Beyond the airport, the federal government gave itself sweeping new authorities to conduct surveillance on everyone, including American citizens, with the passage of the Patriot Act. Taking after the regime in Beijing that they love to demonize for the same reasons, federal bureaucrats in Washington built up extensive systems to monitor digital communication and track the American population with technologies like facial recognition.

Real ID is the next major development in that effort.

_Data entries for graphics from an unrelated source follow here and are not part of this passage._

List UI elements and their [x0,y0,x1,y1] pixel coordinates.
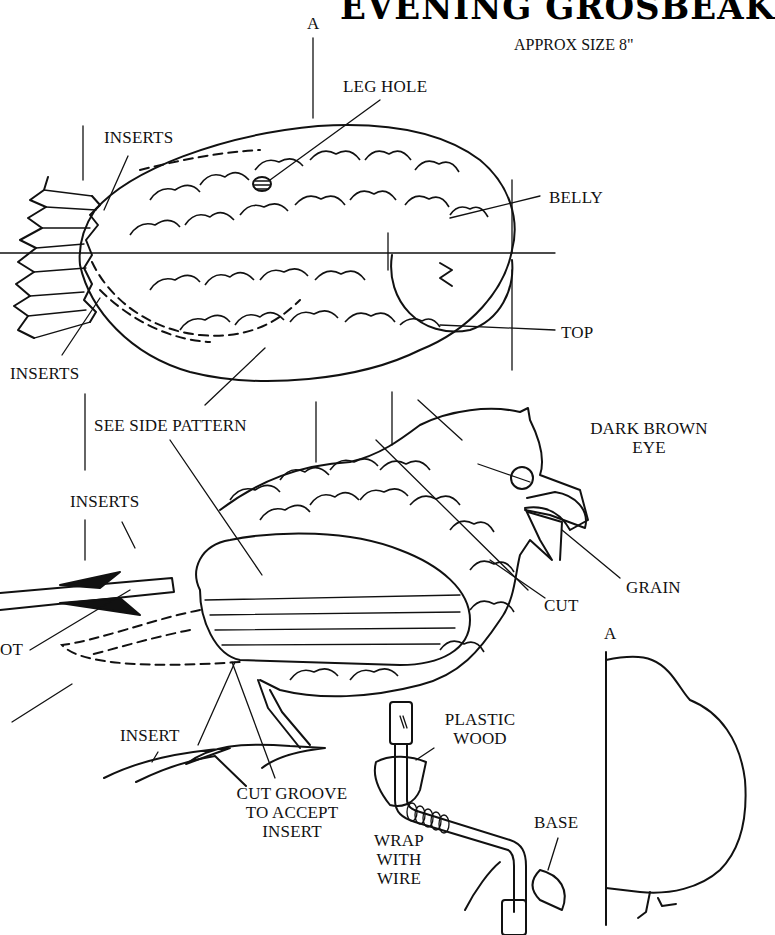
label-foot-partial: OT [0,640,23,659]
label-inserts-tail-bottom: INSERTS [10,364,79,383]
top-view-section-marker-a: A [307,14,319,33]
label-inserts-tail-top: INSERTS [104,128,173,147]
label-plastic-wood-line1: PLASTIC [430,710,530,729]
label-grain: GRAIN [626,578,681,597]
label-wrap-line3: WIRE [364,869,434,888]
label-cut-groove-line2: TO ACCEPT [222,803,362,822]
label-plastic-wood-line2: WOOD [430,729,530,748]
label-plastic-wood: PLASTIC WOOD [430,710,530,748]
label-belly: BELLY [549,188,603,207]
label-cut-groove-line3: INSERT [222,822,362,841]
section-a-marker: A [604,624,616,643]
label-wrap-line1: WRAP [364,831,434,850]
section-a-drawing [606,652,746,925]
label-leg-hole: LEG HOLE [343,77,427,96]
label-see-side-pattern: SEE SIDE PATTERN [94,416,247,435]
label-top: TOP [561,323,593,342]
top-view-drawing [0,38,555,405]
label-inserts-side: INSERTS [70,492,139,511]
label-wrap-with-wire: WRAP WITH WIRE [364,831,434,888]
label-dark-brown-eye: DARK BROWN EYE [582,419,716,457]
side-view-drawing [0,392,620,748]
label-cut-groove: CUT GROOVE TO ACCEPT INSERT [222,784,362,841]
label-insert: INSERT [120,726,180,745]
label-cut-groove-line1: CUT GROOVE [222,784,362,803]
label-wrap-line2: WITH [364,850,434,869]
label-dark-brown-eye-line1: DARK BROWN [582,419,716,438]
label-dark-brown-eye-line2: EYE [582,438,716,457]
label-cut: CUT [544,596,579,615]
label-base: BASE [534,813,578,832]
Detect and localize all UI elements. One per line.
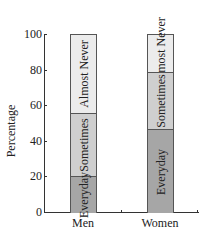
y-tick-label-60: 60 — [30, 99, 42, 111]
x-tick-label-men: Men — [58, 216, 108, 231]
y-tick-label-0: 0 — [36, 206, 42, 218]
y-tick-100 — [44, 34, 47, 35]
y-tick-label-100: 100 — [24, 28, 42, 40]
x-tick-label-women: Women — [135, 216, 185, 231]
segment-men-almost-never: Almost Never — [71, 35, 96, 113]
segment-men-everyday: Everyday — [71, 176, 96, 213]
y-axis-line — [44, 34, 45, 213]
y-tick-20 — [44, 176, 47, 177]
segment-women-almost-never: Almost Never — [148, 35, 173, 72]
y-tick-40 — [44, 141, 47, 142]
y-tick-0 — [44, 212, 47, 213]
stacked-bar-chart: Percentage 0 20 40 60 80 100 Almost Neve… — [0, 0, 199, 234]
y-axis-label: Percentage — [3, 96, 19, 166]
segment-label: Everyday — [153, 149, 168, 195]
y-tick-label-80: 80 — [30, 64, 42, 76]
y-tick-label-40: 40 — [30, 135, 42, 147]
segment-label: Sometimes — [153, 74, 168, 127]
bar-men: Almost Never Sometimes Everyday — [70, 34, 97, 213]
segment-label: Almost Never — [76, 40, 91, 108]
y-tick-80 — [44, 70, 47, 71]
segment-women-everyday: Everyday — [148, 129, 173, 213]
segment-men-sometimes: Sometimes — [71, 113, 96, 176]
x-tick-mid — [121, 210, 122, 213]
segment-label: Sometimes — [76, 118, 91, 171]
segment-label: Everyday — [76, 172, 91, 218]
x-tick-end — [197, 210, 198, 213]
segment-women-sometimes: Sometimes — [148, 72, 173, 129]
y-tick-60 — [44, 105, 47, 106]
y-tick-label-20: 20 — [30, 170, 42, 182]
y-axis-label-text: Percentage — [4, 105, 19, 158]
bar-women: Almost Never Sometimes Everyday — [147, 34, 174, 213]
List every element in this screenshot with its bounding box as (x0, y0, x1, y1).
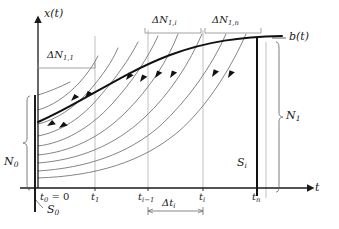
delta-n-1-bracket (38, 63, 95, 68)
delta-n-n-bracket (205, 28, 261, 33)
delta-n-n-subscript: 1,n (228, 19, 239, 27)
x-tick-label-t0: t0 = 0 (40, 192, 69, 202)
delta-t-i-label: Δti (162, 198, 175, 208)
delta-n-i-subscript: 1,i (168, 19, 177, 27)
delta-t-i-measure (148, 207, 203, 215)
delta-n-1-label: ΔN1,1 (47, 50, 74, 60)
n1-subscript: 1 (296, 114, 301, 123)
figure-canvas: x(t) t b(t) ΔN1,1 ΔN1,i ΔN1,n Δti N0 N1 … (0, 0, 339, 229)
x-axis-label: t (315, 182, 319, 193)
y-axis-label: x(t) (44, 8, 63, 19)
delta-n-n-label: ΔN1,n (212, 15, 239, 25)
delta-t-i-symbol: Δt (162, 197, 173, 208)
n0-label: N0 (4, 156, 18, 167)
trajectory-curve (38, 82, 70, 95)
flow-arrowhead (210, 68, 219, 78)
x-tick-tn-subscript: n (256, 196, 260, 204)
x-tick-t0-suffix: = 0 (48, 191, 69, 202)
n0-symbol: N (4, 155, 14, 168)
si-symbol: S (237, 156, 245, 169)
n1-symbol: N (286, 109, 296, 122)
boundary-curve-bt (38, 36, 282, 122)
x-tick-label-ti: ti (199, 192, 205, 202)
x-tick-label-t1: t1 (91, 192, 99, 202)
x-tick-label-tn: tn (252, 192, 260, 202)
delta-n-i-bracket (145, 28, 201, 33)
x-tick-label-ti-1: ti−1 (138, 192, 154, 202)
x-tick-ti-subscript: i (203, 196, 205, 204)
delta-n-i-symbol: ΔN (152, 14, 168, 25)
n1-label: N1 (286, 110, 300, 121)
gridlines (95, 30, 266, 198)
delta-n-i-label: ΔN1,i (152, 15, 177, 25)
flow-arrowhead (168, 69, 177, 79)
axes (20, 22, 308, 188)
delta-n-n-symbol: ΔN (212, 14, 228, 25)
n1-brace (276, 42, 283, 192)
x-tick-t1-subscript: 1 (95, 196, 99, 204)
si-subscript: i (245, 161, 247, 170)
boundary-curve-label: b(t) (289, 31, 309, 42)
s0-subscript: 0 (55, 208, 60, 217)
x-tick-ti-1-subscript: i−1 (142, 196, 154, 204)
delta-n-brackets (38, 28, 261, 68)
flow-arrowhead (138, 74, 147, 84)
delta-n-1-symbol: ΔN (47, 49, 63, 60)
delta-n-1-subscript: 1,1 (63, 54, 74, 62)
n0-brace (23, 96, 30, 190)
si-label: Si (237, 157, 247, 168)
s0-symbol: S (47, 203, 55, 216)
x-tick-t0-subscript: 0 (44, 196, 48, 204)
s0-label: S0 (47, 204, 59, 215)
n0-subscript: 0 (14, 160, 19, 169)
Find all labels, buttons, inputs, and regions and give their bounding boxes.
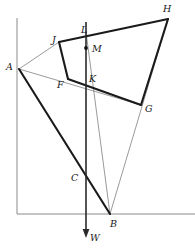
figure-canvas	[0, 0, 195, 249]
label-J: J	[52, 35, 56, 45]
weight-arrow-head	[83, 229, 90, 238]
point-M-dot	[84, 46, 88, 50]
segment-B-L	[86, 32, 110, 214]
weight-arrow	[83, 22, 90, 238]
label-L: L	[81, 25, 87, 35]
segment-J-H	[59, 19, 168, 42]
label-A: A	[6, 62, 13, 72]
segment-G-F	[68, 79, 141, 105]
label-C: C	[71, 173, 78, 183]
geometry-figure: ABCFGHJKLMW	[0, 0, 195, 249]
label-W: W	[90, 233, 100, 243]
label-B: B	[110, 219, 117, 229]
label-M: M	[92, 44, 102, 54]
label-G: G	[145, 104, 153, 114]
segment-A-B	[19, 69, 110, 214]
segment-F-J	[59, 42, 68, 79]
segment-H-G	[141, 19, 168, 105]
label-F: F	[57, 80, 64, 90]
label-H: H	[163, 4, 171, 14]
label-K: K	[89, 74, 96, 84]
segment-A-J	[19, 42, 59, 69]
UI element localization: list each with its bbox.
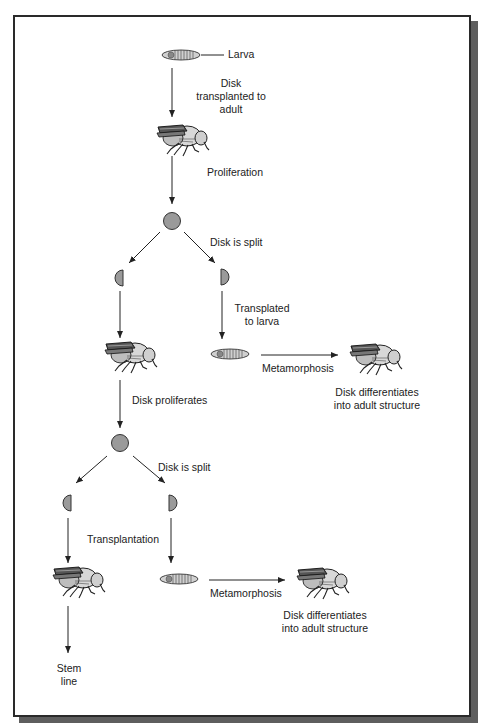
stem-line-label: Stem line [57,662,82,688]
half-disk-icon [115,270,123,286]
disk-split-label-1: Disk is split [210,236,263,249]
transplanted-to-larva-label: Transplated to larva [234,302,289,328]
label-line: adult [196,103,265,116]
label-line: Transplated [234,302,289,315]
metamorphosis-label-1: Metamorphosis [262,362,334,375]
differentiates-label-2: Disk differentiates into adult structure [282,609,368,635]
disk-circle-icon [164,213,181,230]
label-line: into adult structure [334,399,420,412]
label-line: to larva [234,315,289,328]
larva-icon [162,50,200,60]
label-line: Disk differentiates [334,386,420,399]
larva-icon [160,574,198,584]
larva-icon [211,349,249,359]
half-disk-icon [169,495,177,511]
half-disk-icon [63,495,71,511]
label-line: Disk [196,77,265,90]
differentiates-label-1: Disk differentiates into adult structure [334,386,420,412]
half-disk-icon [221,269,229,285]
metamorphosis-label-2: Metamorphosis [210,587,282,600]
proliferation-label: Proliferation [207,166,263,179]
larva-label: Larva [228,48,254,61]
adult-fly-icon [53,567,105,598]
label-line: transplanted to [196,90,265,103]
disk-split-label-2: Disk is split [158,461,211,474]
label-line: line [57,675,82,688]
disk-circle-icon [112,435,129,452]
adult-fly-icon [157,125,209,156]
arrow [129,232,160,263]
label-line: into adult structure [282,622,368,635]
arrow [76,456,107,483]
label-line: Stem [57,662,82,675]
step-label-disk-transplanted: Disk transplanted to adult [196,77,265,116]
transplantation-label: Transplantation [87,533,159,546]
adult-fly-icon [105,342,157,373]
adult-fly-icon [350,344,402,375]
adult-fly-icon [297,568,349,599]
label-line: Disk differentiates [282,609,368,622]
disk-proliferates-label: Disk proliferates [132,394,207,407]
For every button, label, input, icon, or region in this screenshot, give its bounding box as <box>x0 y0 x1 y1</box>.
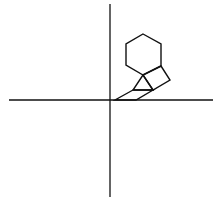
parallelogram-shape <box>115 90 153 100</box>
square-shape <box>143 66 170 90</box>
triangle-shape <box>133 75 153 90</box>
diagram-canvas <box>0 0 224 199</box>
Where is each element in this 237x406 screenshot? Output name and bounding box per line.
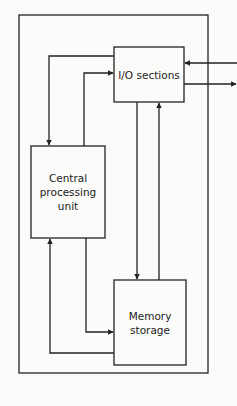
edge-memory-to-cpu [50, 239, 114, 353]
edge-io-to-cpu [49, 56, 114, 145]
cpu-label-line2: processing [40, 185, 97, 199]
cpu-label-line3: unit [58, 199, 78, 213]
io-label: I/O sections [114, 47, 184, 102]
memory-label: Memory storage [114, 280, 186, 365]
edge-cpu-to-io [84, 73, 113, 146]
memory-label-line1: Memory [129, 309, 172, 323]
memory-label-line2: storage [130, 323, 170, 337]
cpu-label-line1: Central [49, 171, 87, 185]
io-label-text: I/O sections [118, 68, 180, 82]
cpu-label: Central processing unit [31, 146, 105, 238]
edge-cpu-to-memory [86, 238, 113, 332]
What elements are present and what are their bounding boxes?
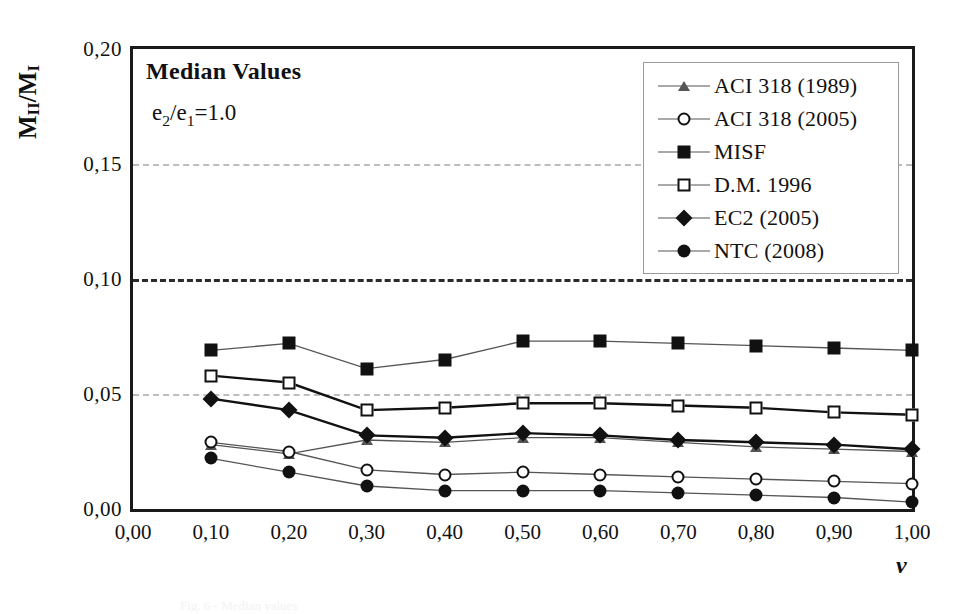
- legend-marker-circle-open-icon: [658, 110, 710, 128]
- y-tick-label: 0,00: [83, 497, 122, 522]
- series-line: [211, 376, 912, 415]
- legend-symbol: [678, 81, 690, 91]
- data-point: [438, 401, 451, 414]
- legend-label: MISF: [710, 139, 766, 165]
- data-point: [750, 489, 763, 502]
- legend-marker-square-filled-icon: [658, 143, 710, 161]
- data-point: [906, 477, 919, 490]
- data-point: [204, 344, 217, 357]
- legend-item-ntc-2008: NTC (2008): [644, 234, 898, 267]
- legend-marker-triangle-open-icon: [658, 77, 710, 95]
- data-point: [360, 480, 373, 493]
- legend-label: NTC (2008): [710, 238, 824, 264]
- data-point: [672, 337, 685, 350]
- data-point: [906, 344, 919, 357]
- series-line: [211, 399, 912, 450]
- legend-symbol: [676, 209, 693, 226]
- legend-label: ACI 318 (2005): [710, 106, 857, 132]
- caption-remnant: Fig. 6 - Median values: [180, 598, 740, 612]
- legend-label: EC2 (2005): [710, 205, 819, 231]
- annotation-median-values: Median Values: [146, 58, 301, 85]
- legend-symbol: [678, 145, 691, 158]
- data-point: [828, 475, 841, 488]
- x-tick-label: 0,40: [426, 520, 463, 545]
- data-point: [516, 397, 529, 410]
- figure-median-values: MII/MI 0,200,150,100,050,00 Median Value…: [0, 0, 956, 614]
- x-tick-label: 0,30: [348, 520, 385, 545]
- legend: ACI 318 (1989)ACI 318 (2005)MISFD.M. 199…: [643, 62, 899, 274]
- y-tick-label: 0,20: [83, 37, 122, 62]
- legend-marker-circle-filled-icon: [658, 242, 710, 260]
- data-point: [906, 408, 919, 421]
- data-point: [438, 353, 451, 366]
- x-tick-label: 0,70: [660, 520, 697, 545]
- legend-item-aci-318-2005: ACI 318 (2005): [644, 102, 898, 135]
- data-point: [204, 436, 217, 449]
- data-point: [360, 362, 373, 375]
- data-point: [594, 484, 607, 497]
- data-point: [204, 452, 217, 465]
- data-point: [360, 404, 373, 417]
- data-point: [828, 342, 841, 355]
- data-point: [672, 470, 685, 483]
- series-line: [211, 438, 912, 454]
- legend-item-misf: MISF: [644, 135, 898, 168]
- data-point: [516, 466, 529, 479]
- y-tick-label: 0,05: [83, 382, 122, 407]
- data-point: [516, 484, 529, 497]
- data-point: [282, 466, 295, 479]
- data-point: [360, 463, 373, 476]
- x-tick-label: 0,60: [582, 520, 619, 545]
- data-point: [594, 397, 607, 410]
- series-line: [211, 341, 912, 369]
- legend-marker-square-open-icon: [658, 176, 710, 194]
- data-point: [750, 339, 763, 352]
- x-tick-label: 1,00: [894, 520, 931, 545]
- data-point: [828, 491, 841, 504]
- data-point: [516, 335, 529, 348]
- data-point: [672, 486, 685, 499]
- x-tick-label: 0,50: [504, 520, 541, 545]
- data-point: [438, 468, 451, 481]
- legend-marker-diamond-filled-icon: [658, 209, 710, 227]
- data-point: [594, 335, 607, 348]
- y-axis-tick-labels: 0,200,150,100,050,00: [40, 46, 122, 512]
- legend-label: D.M. 1996: [710, 172, 812, 198]
- data-point: [204, 369, 217, 382]
- data-point: [672, 399, 685, 412]
- x-axis-tick-labels: 0,000,100,200,300,400,500,600,700,800,90…: [130, 520, 915, 552]
- legend-symbol: [678, 244, 691, 257]
- y-tick-label: 0,15: [83, 152, 122, 177]
- legend-symbol: [678, 178, 691, 191]
- data-point: [594, 468, 607, 481]
- y-tick-label: 0,10: [83, 267, 122, 292]
- data-point: [750, 401, 763, 414]
- x-tick-label: 0,80: [738, 520, 775, 545]
- legend-label: ACI 318 (1989): [710, 73, 857, 99]
- legend-item-aci-318-1989: ACI 318 (1989): [644, 69, 898, 102]
- data-point: [750, 473, 763, 486]
- x-axis-label: ν: [896, 552, 907, 579]
- x-tick-label: 0,00: [115, 520, 152, 545]
- legend-symbol: [678, 112, 691, 125]
- data-point: [438, 484, 451, 497]
- data-point: [906, 496, 919, 509]
- data-point: [828, 406, 841, 419]
- annotation-eccentricity-ratio: e2/e1=1.0: [152, 100, 236, 130]
- legend-item-d-m-1996: D.M. 1996: [644, 168, 898, 201]
- x-tick-label: 0,10: [193, 520, 230, 545]
- data-point: [282, 376, 295, 389]
- legend-item-ec2-2005: EC2 (2005): [644, 201, 898, 234]
- data-point: [282, 337, 295, 350]
- data-point: [282, 445, 295, 458]
- x-tick-label: 0,90: [816, 520, 853, 545]
- x-tick-label: 0,20: [270, 520, 307, 545]
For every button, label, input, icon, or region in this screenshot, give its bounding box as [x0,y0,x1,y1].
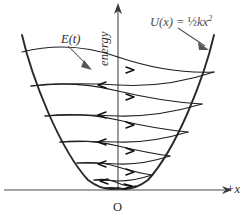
callout-potential-arrowhead-icon [198,42,209,50]
diagram-canvas [0,0,251,223]
energy-curve-label: E(t) [61,32,80,47]
callout-energy-arrowhead-icon [81,60,92,70]
energy-axis [114,3,122,190]
spiral-arrow-right-5 [126,169,134,175]
spiral-turn-3 [31,84,202,104]
spiral-arrow-right-1 [126,67,134,73]
spiral-turn-5 [45,115,188,132]
potential-equals-sign: = [176,15,184,29]
physics-diagram: energy E(t) U(x) = ½kx2 +x O [0,0,251,223]
origin-label: O [113,200,122,215]
potential-exponent: 2 [208,13,212,23]
callout-potential-line [178,28,205,46]
x-axis-label: +x [226,182,240,197]
potential-coefficient: ½ [188,15,197,29]
spiral-turn-7 [60,141,170,156]
energy-axis-label: energy [97,31,112,66]
potential-function-name: U(x) [150,15,173,29]
potential-function-label: U(x) = ½kx2 [150,13,212,30]
callout-potential-curve [178,28,209,50]
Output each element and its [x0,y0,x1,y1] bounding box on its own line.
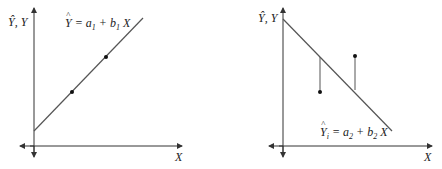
x-axis-label: X [174,150,183,164]
regression-line [283,19,392,131]
regression-equation: Y = a1 + b1 X [65,16,131,32]
data-point [318,90,322,94]
data-point [70,90,74,94]
y-axis-label: Ŷ, Y [8,15,29,29]
y-axis-label: Ŷ, Y [258,11,279,25]
left-diagram: Ŷ, Y X Y = a1 + b1 X ^ [8,8,183,164]
x-axis-label: X [423,150,432,164]
regression-line [34,18,143,131]
regression-diagrams: Ŷ, Y X Y = a1 + b1 X ^ Ŷ, Y X Yi = a2 … [0,0,442,169]
regression-equation: Yi = a2 + b2 X [320,125,388,141]
data-point [104,55,108,59]
right-diagram: Ŷ, Y X Yi = a2 + b2 X ^ [258,8,432,164]
data-point [353,54,357,58]
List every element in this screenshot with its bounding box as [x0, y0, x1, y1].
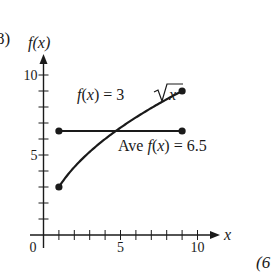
y-axis-label: f(x) [28, 34, 50, 52]
y-axis-arrow-icon [40, 54, 48, 64]
corner-label: (6 [256, 253, 271, 272]
part-label: 8) [0, 29, 10, 48]
curve-label: f(x) = 3 [77, 86, 124, 104]
average-endpoint-dot [55, 127, 62, 134]
x-tick-label: 0 [30, 240, 37, 255]
curve-endpoint-dot [179, 87, 186, 94]
average-endpoint-dot [179, 127, 186, 134]
x-tick-label: 5 [117, 240, 124, 255]
curve-endpoint-dot [55, 183, 62, 190]
x-axis-label: x [223, 226, 231, 243]
chart-area: 0510510 8) (6 f(x) x f(x) = 3 x Ave f(x)… [0, 0, 274, 276]
svg-text:x: x [168, 86, 176, 103]
y-tick-label: 10 [24, 68, 38, 83]
x-tick-label: 10 [191, 240, 205, 255]
y-tick-label: 5 [31, 148, 38, 163]
x-axis-arrow-icon [210, 231, 220, 239]
average-label: Ave f(x) = 6.5 [118, 137, 207, 155]
y-axis-label-text: f(x) [28, 34, 50, 52]
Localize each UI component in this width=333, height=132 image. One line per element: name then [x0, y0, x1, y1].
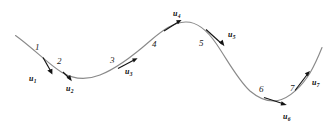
- point-number-4: 4: [152, 40, 157, 49]
- vector-label-u1-subscript: 1: [34, 78, 37, 84]
- vector-label-u1-name: u: [29, 74, 33, 83]
- tangent-vector-1: [43, 58, 52, 75]
- vector-label-u2-name: u: [66, 84, 70, 93]
- tangent-vector-7: [295, 71, 310, 91]
- tangent-vectors-group: [43, 20, 310, 106]
- point-number-1: 1: [35, 43, 40, 52]
- vector-label-u4: u4: [173, 10, 180, 18]
- arrow-head-6: [281, 101, 287, 105]
- vector-label-u6-name: u: [283, 112, 287, 121]
- point-number-6: 6: [259, 85, 264, 94]
- vector-label-u3: u3: [125, 68, 132, 76]
- vector-label-u5: u5: [228, 31, 235, 39]
- point-number-3: 3: [110, 56, 115, 65]
- vector-shaft-7: [295, 74, 308, 91]
- vector-label-u6-subscript: 6: [288, 116, 291, 122]
- vector-label-u5-name: u: [228, 30, 232, 39]
- vector-shaft-4: [164, 22, 179, 32]
- point-number-5: 5: [199, 39, 204, 48]
- vector-label-u7-name: u: [312, 78, 316, 87]
- vector-label-u7: u7: [312, 79, 319, 87]
- vector-label-u1: u1: [29, 75, 36, 83]
- vector-label-u4-name: u: [173, 9, 177, 18]
- vector-label-u3-name: u: [125, 67, 129, 76]
- arrow-head-3: [132, 58, 138, 62]
- point-number-7: 7: [290, 84, 295, 93]
- vector-shaft-1: [43, 58, 51, 72]
- curve-tangent-vector-figure: 1 2 3 4 5 6 7 u1 u2 u3 u4 u5 u6 u7: [0, 0, 333, 132]
- vector-label-u4-subscript: 4: [178, 13, 181, 19]
- vector-shaft-5: [206, 30, 222, 45]
- tangent-vector-4: [164, 20, 182, 31]
- vector-label-u5-subscript: 5: [233, 34, 236, 40]
- tangent-vector-5: [206, 30, 224, 47]
- vector-label-u2-subscript: 2: [71, 88, 74, 94]
- arrow-head-5: [219, 40, 224, 47]
- vector-label-u7-subscript: 7: [317, 82, 320, 88]
- vector-label-u2: u2: [66, 85, 73, 93]
- tangent-vector-2: [63, 72, 72, 81]
- vector-label-u3-subscript: 3: [130, 71, 133, 77]
- point-number-2: 2: [57, 57, 62, 66]
- vector-label-u6: u6: [283, 113, 290, 121]
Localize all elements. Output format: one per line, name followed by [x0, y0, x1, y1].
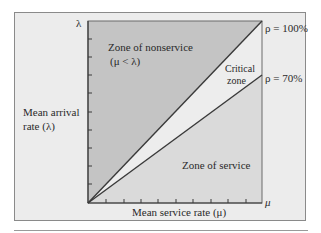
x-axis-label: Mean service rate (μ) [132, 206, 226, 218]
x-axis-symbol: μ [265, 196, 271, 208]
y-axis-label-line1: Mean arrival [23, 106, 80, 118]
critical-zone-label-line2: zone [227, 75, 246, 86]
y-axis-symbol: λ [76, 17, 81, 29]
y-axis-label-line2: rate (λ) [23, 120, 55, 132]
rho-100-label: ρ = 100% [265, 22, 308, 34]
rho-70-label: ρ = 70% [265, 72, 302, 84]
zone-nonservice-label-line2: (μ < λ) [110, 55, 140, 67]
critical-zone-label-line1: Critical [225, 63, 255, 74]
zone-nonservice-label-line1: Zone of nonservice [108, 41, 193, 53]
zone-service-label: Zone of service [182, 159, 250, 171]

While the federal requirements, as of now, are limited to the specific documents and “mandatory facial image capture” needed to attain a state ID, the law leaves the government plenty of room to expand those requirements to include biometric identifiers in federal databases like retinal scans, fingerprints, or DNA.

In other words, while the issues with the initial Real ID rollout will mostly be limited to a few occasional long waits at the DMV or airport, the bill lays the groundwork for the federal government to force anyone who wants a state ID to forfeit biometric identifiers or facial recognition data to federal databases that would constitute the kind of detailed de facto national ID system that the biggest tyrants of history could have only dreamed of wielding.

That may seem a bit far-fetched. But it is naïve to think that, in the aftermath of another terrorist attack, the politicians and bureaucrats who are always searching for any excuse to expand their power would not use some new powers that they already gave themselves.

If we allow that day to come, we’ll yearn for the days when our big problems consisted of long airport lines.